Opinions expressed in this essay are my own and do not necessarily reflect opinions of other persons, publications or organizations.

Wednesday, July 1, 2015

Ouch! Confession of a barefoot writer



            All kind of things were going on. Frank Sinatra made his singing debut, Finland surrendered to the invading Soviets and Benito Mussolini joined his buddy Adolph Hitler in going to war against Britain and France. It was a lively year, 1940, and the U.S. census folks counted more than 131 million Americans. That included nearly 13 million African Americans.

            In 1940 I heard a talk by a middle-aged Georgia teacher who smiled a lot when she talked about growing up in the heart of the old Confederacy. She was born about 30 years after Sherman’s Union Army burned Atlanta, which 1940 moviegoers were watching in blazing Technicolor.  “Gone with the Wind” swept the Academy Awards.

            This lady, who began absorbing racism with her first breath, and didn’t seem to know it, was an up-front volunteer when the needy of any race needed anything. In her talk she described a visit to Tuskegee with a group of white teachers, invited to lunch at the famous black school in Alabama. The white guests were seated, she said, while the black hosts remained standing. “They knew their place,” she said.
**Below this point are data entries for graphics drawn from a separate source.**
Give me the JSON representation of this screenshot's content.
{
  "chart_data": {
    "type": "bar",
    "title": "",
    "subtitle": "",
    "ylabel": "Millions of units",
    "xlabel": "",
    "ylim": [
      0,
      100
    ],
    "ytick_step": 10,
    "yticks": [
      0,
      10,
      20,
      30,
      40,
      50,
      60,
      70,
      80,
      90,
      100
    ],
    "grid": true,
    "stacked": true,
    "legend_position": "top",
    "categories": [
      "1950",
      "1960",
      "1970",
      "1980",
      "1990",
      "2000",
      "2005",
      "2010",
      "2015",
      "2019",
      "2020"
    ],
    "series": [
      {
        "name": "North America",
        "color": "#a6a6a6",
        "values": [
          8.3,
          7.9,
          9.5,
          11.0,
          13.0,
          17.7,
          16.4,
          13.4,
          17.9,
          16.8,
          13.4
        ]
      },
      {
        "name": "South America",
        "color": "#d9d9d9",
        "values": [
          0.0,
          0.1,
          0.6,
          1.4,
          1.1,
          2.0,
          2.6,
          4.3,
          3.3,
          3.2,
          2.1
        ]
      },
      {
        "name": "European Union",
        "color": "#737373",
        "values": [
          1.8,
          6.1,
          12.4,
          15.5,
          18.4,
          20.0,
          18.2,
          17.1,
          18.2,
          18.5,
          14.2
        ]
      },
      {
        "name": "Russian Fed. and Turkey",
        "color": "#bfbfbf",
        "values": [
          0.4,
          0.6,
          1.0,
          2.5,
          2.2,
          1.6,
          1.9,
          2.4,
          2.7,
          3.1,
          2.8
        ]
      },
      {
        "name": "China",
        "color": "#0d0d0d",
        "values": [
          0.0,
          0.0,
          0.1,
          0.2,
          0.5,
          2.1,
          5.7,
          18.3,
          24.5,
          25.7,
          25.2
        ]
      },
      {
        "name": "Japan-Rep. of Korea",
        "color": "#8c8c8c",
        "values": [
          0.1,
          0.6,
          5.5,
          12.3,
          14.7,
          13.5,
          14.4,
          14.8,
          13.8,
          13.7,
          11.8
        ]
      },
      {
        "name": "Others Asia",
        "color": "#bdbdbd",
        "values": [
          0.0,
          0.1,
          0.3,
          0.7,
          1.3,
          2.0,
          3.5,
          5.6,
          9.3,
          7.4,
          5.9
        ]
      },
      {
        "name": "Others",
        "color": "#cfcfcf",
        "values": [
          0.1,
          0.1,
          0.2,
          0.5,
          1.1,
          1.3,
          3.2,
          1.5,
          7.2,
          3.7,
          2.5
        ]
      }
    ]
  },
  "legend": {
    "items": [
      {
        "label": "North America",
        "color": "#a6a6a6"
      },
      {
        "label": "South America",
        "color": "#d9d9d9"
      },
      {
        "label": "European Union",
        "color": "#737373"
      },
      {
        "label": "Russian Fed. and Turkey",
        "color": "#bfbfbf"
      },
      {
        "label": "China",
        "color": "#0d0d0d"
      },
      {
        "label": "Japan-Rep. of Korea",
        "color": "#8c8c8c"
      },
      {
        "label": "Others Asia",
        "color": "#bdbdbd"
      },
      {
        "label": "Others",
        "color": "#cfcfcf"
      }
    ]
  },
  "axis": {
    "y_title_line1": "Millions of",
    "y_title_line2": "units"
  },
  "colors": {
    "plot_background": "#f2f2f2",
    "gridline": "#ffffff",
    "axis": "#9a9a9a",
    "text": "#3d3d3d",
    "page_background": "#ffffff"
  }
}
            Of course they knew their place, but it took decades for many Americans to recognize that dismal place. Union soldiers by the thousands had given everything they had to destroy slavery; their victory was diluted by racial segregation, a dissimulation invented by the defeated. Many remember the signs marking “white” and “colored” drinking fountains and rest rooms, laws requiring separate seating in buses and, the greatest scandal of all, in churches. Blacks did not often make it into newspaper stories, except an occasional piece by a police reporter. A major newspaper declined to identify any black woman as married; there were no Mrs. John Smiths—just Jane Smith—in stories about black citizens.
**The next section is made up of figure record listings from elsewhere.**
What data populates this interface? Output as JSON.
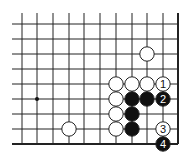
{
  "diagram": {
    "type": "go-board-fragment",
    "grid": {
      "x_lines": [
        22,
        37,
        53,
        69,
        84,
        100,
        116,
        132,
        147,
        163,
        178
      ],
      "y_lines": [
        24,
        39,
        54,
        69,
        84,
        99,
        114,
        129,
        144
      ],
      "right_edge": true,
      "bottom_edge": true,
      "line_color": "#222222"
    },
    "star_points": [
      {
        "col": 1,
        "row": 5
      }
    ],
    "stones": [
      {
        "color": "white",
        "col": 8,
        "row": 2,
        "label": ""
      },
      {
        "color": "white",
        "col": 6,
        "row": 4,
        "label": ""
      },
      {
        "color": "white",
        "col": 7,
        "row": 4,
        "label": ""
      },
      {
        "color": "white",
        "col": 8,
        "row": 4,
        "label": ""
      },
      {
        "color": "white",
        "col": 9,
        "row": 4,
        "label": "1"
      },
      {
        "color": "white",
        "col": 6,
        "row": 5,
        "label": ""
      },
      {
        "color": "black",
        "col": 7,
        "row": 5,
        "label": ""
      },
      {
        "color": "black",
        "col": 8,
        "row": 5,
        "label": ""
      },
      {
        "color": "black",
        "col": 9,
        "row": 5,
        "label": "2"
      },
      {
        "color": "white",
        "col": 6,
        "row": 6,
        "label": ""
      },
      {
        "color": "black",
        "col": 7,
        "row": 6,
        "label": ""
      },
      {
        "color": "white",
        "col": 3,
        "row": 7,
        "label": ""
      },
      {
        "color": "white",
        "col": 6,
        "row": 7,
        "label": ""
      },
      {
        "color": "black",
        "col": 7,
        "row": 7,
        "label": ""
      },
      {
        "color": "white",
        "col": 9,
        "row": 7,
        "label": "3"
      },
      {
        "color": "black",
        "col": 9,
        "row": 8,
        "label": "4"
      }
    ]
  }
}
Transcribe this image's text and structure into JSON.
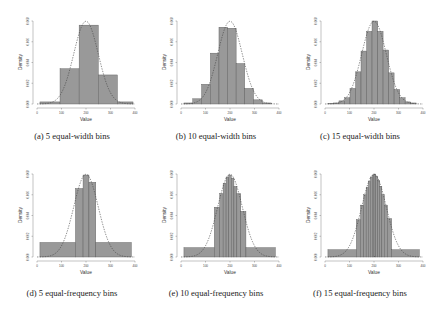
{
  "figure": {
    "captions": [
      "(a)  5 equal-width bins",
      "(b)  10 equal-width bins",
      "(c)  15 equal-width bins",
      "(d)  5 equal-frequency bins",
      "(e)  10 equal-frequency bins",
      "(f)  15 equal-frequency bins"
    ],
    "xlabel": "Value",
    "ylabel": "Density",
    "colors": {
      "bar_fill": "#999999",
      "bar_stroke": "#555555",
      "curve": "#444444",
      "axis": "#666666"
    }
  },
  "chart_data": [
    {
      "type": "bar",
      "title": "(a) 5 equal-width bins",
      "xlabel": "Value",
      "ylabel": "Density",
      "xlim": [
        0,
        400
      ],
      "ylim": [
        0,
        0.008
      ],
      "xticks": [
        0,
        100,
        200,
        300,
        400
      ],
      "yticks": [
        "0.000",
        "0.002",
        "0.004",
        "0.006",
        "0.008"
      ],
      "bins": [
        [
          12,
          94
        ],
        [
          94,
          172
        ],
        [
          172,
          250
        ],
        [
          250,
          328
        ],
        [
          328,
          392
        ]
      ],
      "values": [
        0.0002,
        0.0034,
        0.0076,
        0.0028,
        0.0002
      ],
      "overlay": {
        "type": "normal_density",
        "mean": 200,
        "sd": 50,
        "style": "dashed"
      }
    },
    {
      "type": "bar",
      "title": "(b) 10 equal-width bins",
      "xlabel": "Value",
      "ylabel": "Density",
      "xlim": [
        0,
        400
      ],
      "ylim": [
        0,
        0.008
      ],
      "xticks": [
        0,
        100,
        200,
        300,
        400
      ],
      "yticks": [
        "0.000",
        "0.002",
        "0.004",
        "0.006",
        "0.008"
      ],
      "bins": [
        [
          12,
          48
        ],
        [
          48,
          84
        ],
        [
          84,
          120
        ],
        [
          120,
          155
        ],
        [
          155,
          190
        ],
        [
          190,
          225
        ],
        [
          225,
          260
        ],
        [
          260,
          296
        ],
        [
          296,
          332
        ],
        [
          332,
          370
        ]
      ],
      "values": [
        0.0001,
        0.0005,
        0.0019,
        0.0049,
        0.0074,
        0.0073,
        0.0039,
        0.0015,
        0.0004,
        0.0001
      ],
      "overlay": {
        "type": "normal_density",
        "mean": 200,
        "sd": 50,
        "style": "dashed"
      }
    },
    {
      "type": "bar",
      "title": "(c) 15 equal-width bins",
      "xlabel": "Value",
      "ylabel": "Density",
      "xlim": [
        0,
        400
      ],
      "ylim": [
        0,
        0.008
      ],
      "xticks": [
        0,
        100,
        200,
        300,
        400
      ],
      "yticks": [
        "0.000",
        "0.002",
        "0.004",
        "0.006",
        "0.008"
      ],
      "bins": [
        [
          12,
          35
        ],
        [
          35,
          57
        ],
        [
          57,
          80
        ],
        [
          80,
          102
        ],
        [
          102,
          125
        ],
        [
          125,
          147
        ],
        [
          147,
          170
        ],
        [
          170,
          192
        ],
        [
          192,
          215
        ],
        [
          215,
          237
        ],
        [
          237,
          260
        ],
        [
          260,
          282
        ],
        [
          282,
          305
        ],
        [
          305,
          327
        ],
        [
          327,
          350
        ],
        [
          350,
          372
        ]
      ],
      "values": [
        5e-05,
        0.0001,
        0.0003,
        0.0006,
        0.0015,
        0.0031,
        0.0051,
        0.007,
        0.008,
        0.007,
        0.0052,
        0.003,
        0.0014,
        0.0006,
        0.0002,
        0.0001
      ],
      "overlay": {
        "type": "normal_density",
        "mean": 200,
        "sd": 50,
        "style": "dashed"
      }
    },
    {
      "type": "bar",
      "title": "(d) 5 equal-frequency bins",
      "xlabel": "Value",
      "ylabel": "Density",
      "xlim": [
        0,
        400
      ],
      "ylim": [
        0,
        0.008
      ],
      "xticks": [
        0,
        100,
        200,
        300,
        400
      ],
      "yticks": [
        "0.000",
        "0.002",
        "0.004",
        "0.006",
        "0.008"
      ],
      "bins": [
        [
          12,
          157
        ],
        [
          157,
          188
        ],
        [
          188,
          212
        ],
        [
          212,
          240
        ],
        [
          240,
          385
        ]
      ],
      "values": [
        0.0014,
        0.0066,
        0.0079,
        0.0072,
        0.0014
      ],
      "overlay": {
        "type": "normal_density",
        "mean": 200,
        "sd": 50,
        "style": "dashed"
      }
    },
    {
      "type": "bar",
      "title": "(e) 10 equal-frequency bins",
      "xlabel": "Value",
      "ylabel": "Density",
      "xlim": [
        0,
        400
      ],
      "ylim": [
        0,
        0.008
      ],
      "xticks": [
        0,
        100,
        200,
        300,
        400
      ],
      "yticks": [
        "0.000",
        "0.002",
        "0.004",
        "0.006",
        "0.008"
      ],
      "bins": [
        [
          12,
          136
        ],
        [
          136,
          158
        ],
        [
          158,
          172
        ],
        [
          172,
          184
        ],
        [
          184,
          195
        ],
        [
          195,
          205
        ],
        [
          205,
          216
        ],
        [
          216,
          228
        ],
        [
          228,
          244
        ],
        [
          244,
          265
        ],
        [
          265,
          385
        ]
      ],
      "values": [
        0.0009,
        0.0048,
        0.0061,
        0.0071,
        0.0077,
        0.0079,
        0.0076,
        0.0068,
        0.0061,
        0.0044,
        0.0009
      ],
      "overlay": {
        "type": "normal_density",
        "mean": 200,
        "sd": 50,
        "style": "dashed"
      }
    },
    {
      "type": "bar",
      "title": "(f) 15 equal-frequency bins",
      "xlabel": "Value",
      "ylabel": "Density",
      "xlim": [
        0,
        400
      ],
      "ylim": [
        0,
        0.008
      ],
      "xticks": [
        0,
        100,
        200,
        300,
        400
      ],
      "yticks": [
        "0.000",
        "0.002",
        "0.004",
        "0.006",
        "0.008"
      ],
      "bins": [
        [
          12,
          128
        ],
        [
          128,
          145
        ],
        [
          145,
          158
        ],
        [
          158,
          168
        ],
        [
          168,
          177
        ],
        [
          177,
          185
        ],
        [
          185,
          193
        ],
        [
          193,
          200
        ],
        [
          200,
          207
        ],
        [
          207,
          215
        ],
        [
          215,
          223
        ],
        [
          223,
          232
        ],
        [
          232,
          242
        ],
        [
          242,
          255
        ],
        [
          255,
          272
        ],
        [
          272,
          385
        ]
      ],
      "values": [
        0.0007,
        0.0036,
        0.005,
        0.006,
        0.0067,
        0.0073,
        0.0077,
        0.0079,
        0.008,
        0.0078,
        0.0074,
        0.0068,
        0.006,
        0.005,
        0.0037,
        0.0007
      ],
      "overlay": {
        "type": "normal_density",
        "mean": 200,
        "sd": 50,
        "style": "dashed"
      }
    }
  ]
}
            I admit a certain bias. I’m a life member of NAACP. I’m also a life member of the USA. I believe in what they both stand for, but I do not agree with everything either one does. It is easy to be a card-carrying automaton, allowing the outfit to make all the decisions, and lots of people carry those cards. Judgments are swift and impersonal.
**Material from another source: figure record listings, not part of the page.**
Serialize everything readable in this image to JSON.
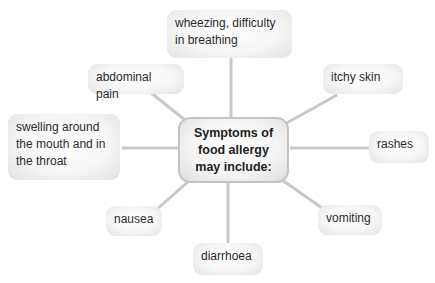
{
  "diagram": {
    "center": "Symptoms of food allergy may include:",
    "nodes": [
      {
        "id": "wheezing",
        "label": "wheezing, difficulty in breathing"
      },
      {
        "id": "abdominal",
        "label": "abdominal pain"
      },
      {
        "id": "itchy",
        "label": "itchy skin"
      },
      {
        "id": "swelling",
        "label": "swelling around the mouth and in the throat"
      },
      {
        "id": "rashes",
        "label": "rashes"
      },
      {
        "id": "nausea",
        "label": "nausea"
      },
      {
        "id": "vomiting",
        "label": "vomiting"
      },
      {
        "id": "diarrhoea",
        "label": "diarrhoea"
      }
    ],
    "colors": {
      "link": "#c8c8c8",
      "center_border": "#c4c4c4"
    }
  }
}
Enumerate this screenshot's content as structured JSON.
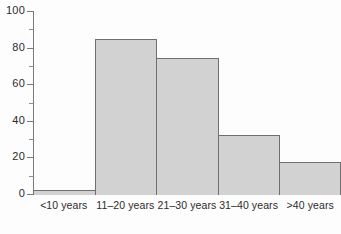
{
  "chart_data": {
    "type": "bar",
    "title": "",
    "subtitle": "",
    "xlabel": "",
    "ylabel": "",
    "categories": [
      "<10 years",
      "11–20 years",
      "21–30 years",
      "31–40 years",
      ">40 years"
    ],
    "values": [
      3,
      85,
      75,
      33,
      18
    ],
    "ylim": [
      0,
      100
    ],
    "y_major_ticks": [
      0,
      20,
      40,
      60,
      80,
      100
    ],
    "y_minor_ticks": [
      10,
      30,
      50,
      70,
      90
    ],
    "y_tick_labels": [
      "0",
      "20",
      "40",
      "60",
      "80",
      "100"
    ],
    "grid": false,
    "legend": null,
    "legend_position": "none",
    "bar_fill_color": "#d2d2d2",
    "bar_edge_color": "#6f6f6f",
    "axis_color": "#7a7a7a",
    "text_color": "#2b2b2b",
    "background_color": "#fdfdfd"
  }
}
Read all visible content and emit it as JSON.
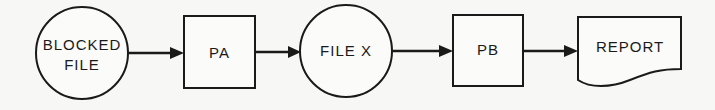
{
  "diagram": {
    "type": "flowchart",
    "direction": "left-to-right",
    "nodes": [
      {
        "id": "blocked_file",
        "shape": "circle",
        "lines": [
          "BLOCKED",
          "FILE"
        ]
      },
      {
        "id": "pa",
        "shape": "process-box",
        "lines": [
          "PA"
        ]
      },
      {
        "id": "file_x",
        "shape": "circle",
        "lines": [
          "FILE X"
        ]
      },
      {
        "id": "pb",
        "shape": "process-box",
        "lines": [
          "PB"
        ]
      },
      {
        "id": "report",
        "shape": "document",
        "lines": [
          "REPORT"
        ]
      }
    ],
    "edges": [
      {
        "from": "blocked_file",
        "to": "pa"
      },
      {
        "from": "pa",
        "to": "file_x"
      },
      {
        "from": "file_x",
        "to": "pb"
      },
      {
        "from": "pb",
        "to": "report"
      }
    ],
    "colors": {
      "stroke": "#1a1a1a",
      "background": "#f7f7f5"
    }
  }
}
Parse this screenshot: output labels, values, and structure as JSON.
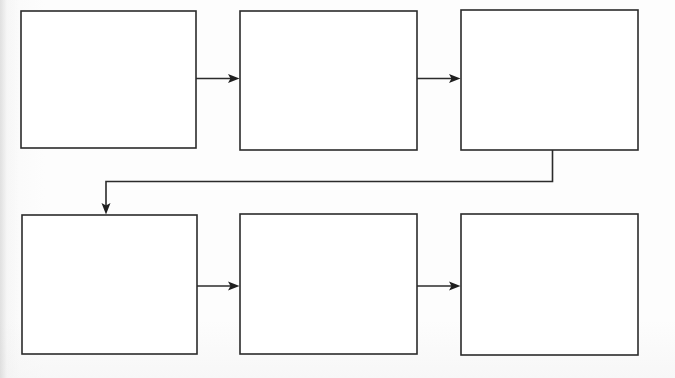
{
  "diagram": {
    "type": "flowchart",
    "orientation": "left-to-right, wrapping to second row",
    "background_color": "#fdfdfd",
    "line_color": "#2b2b2b",
    "box_fill_color": "#ffffff",
    "node_count": 6,
    "connector_count": 5,
    "nodes": [
      {
        "id": "node-1",
        "label": "",
        "row": 1,
        "column": 1,
        "x": 21,
        "y": 11,
        "width": 175,
        "height": 137
      },
      {
        "id": "node-2",
        "label": "",
        "row": 1,
        "column": 2,
        "x": 240,
        "y": 11,
        "width": 177,
        "height": 139
      },
      {
        "id": "node-3",
        "label": "",
        "row": 1,
        "column": 3,
        "x": 461,
        "y": 10,
        "width": 177,
        "height": 140
      },
      {
        "id": "node-4",
        "label": "",
        "row": 2,
        "column": 1,
        "x": 22,
        "y": 215,
        "width": 175,
        "height": 139
      },
      {
        "id": "node-5",
        "label": "",
        "row": 2,
        "column": 2,
        "x": 240,
        "y": 214,
        "width": 177,
        "height": 140
      },
      {
        "id": "node-6",
        "label": "",
        "row": 2,
        "column": 3,
        "x": 461,
        "y": 214,
        "width": 177,
        "height": 141
      }
    ],
    "connectors": [
      {
        "id": "connector-1",
        "from": "node-1",
        "to": "node-2",
        "shape": "straight-horizontal",
        "direction": "right"
      },
      {
        "id": "connector-2",
        "from": "node-2",
        "to": "node-3",
        "shape": "straight-horizontal",
        "direction": "right"
      },
      {
        "id": "connector-3",
        "from": "node-3",
        "to": "node-4",
        "shape": "elbow-wrap",
        "direction": "down"
      },
      {
        "id": "connector-4",
        "from": "node-4",
        "to": "node-5",
        "shape": "straight-horizontal",
        "direction": "right"
      },
      {
        "id": "connector-5",
        "from": "node-5",
        "to": "node-6",
        "shape": "straight-horizontal",
        "direction": "right"
      }
    ]
  }
}
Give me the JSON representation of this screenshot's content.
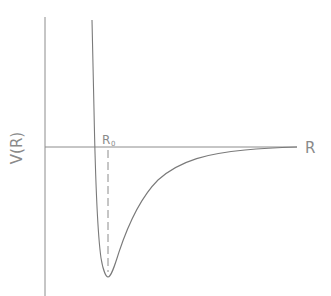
{
  "diagram": {
    "type": "potential-energy-curve",
    "y_axis_label": "V(R)",
    "x_axis_label": "R",
    "equilibrium_label": "R",
    "equilibrium_subscript": "0",
    "colors": {
      "line": "#7a7a7a",
      "text": "#8a8a8a",
      "background": "#ffffff"
    }
  }
}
I make another admission. I’m writing this while hosting gout in one entire foot. Occasional gout visits are part of the mystery of multiple system atrophy (MSA).  Just because the writer is barefoot he is not Gandhi. Gandhi spun with a wheel. This writer just spins.

            Now consider the case of Rachel Dolezal in Spokane, Washington, a nifty city in one of the most beautiful parts of the country, home to Gonzaga University and a lot more. Maybe you, too, were lucky enough to be there for Expo ’74. Rachel was president of the NAACP chapter. Her long-time claim to be African American was challenged by her parents, then by others who did not know her and had never seen her. Here was an opportunity to extend an arm of comfort to a troubled person, of trying to understand a woman’s need and confusion. But critics scolded her, sent her back to where she came from.

            We Christians do that in our churches. We commonly pray for the Eternal to forgive us in precisely the way we forgive others, a state of mind and heart demonstrated so powerfully by African American Christians following the church massacre in Charleston, South Carolina. But we do not always respond in the way of Jesus and his Charleston disciples.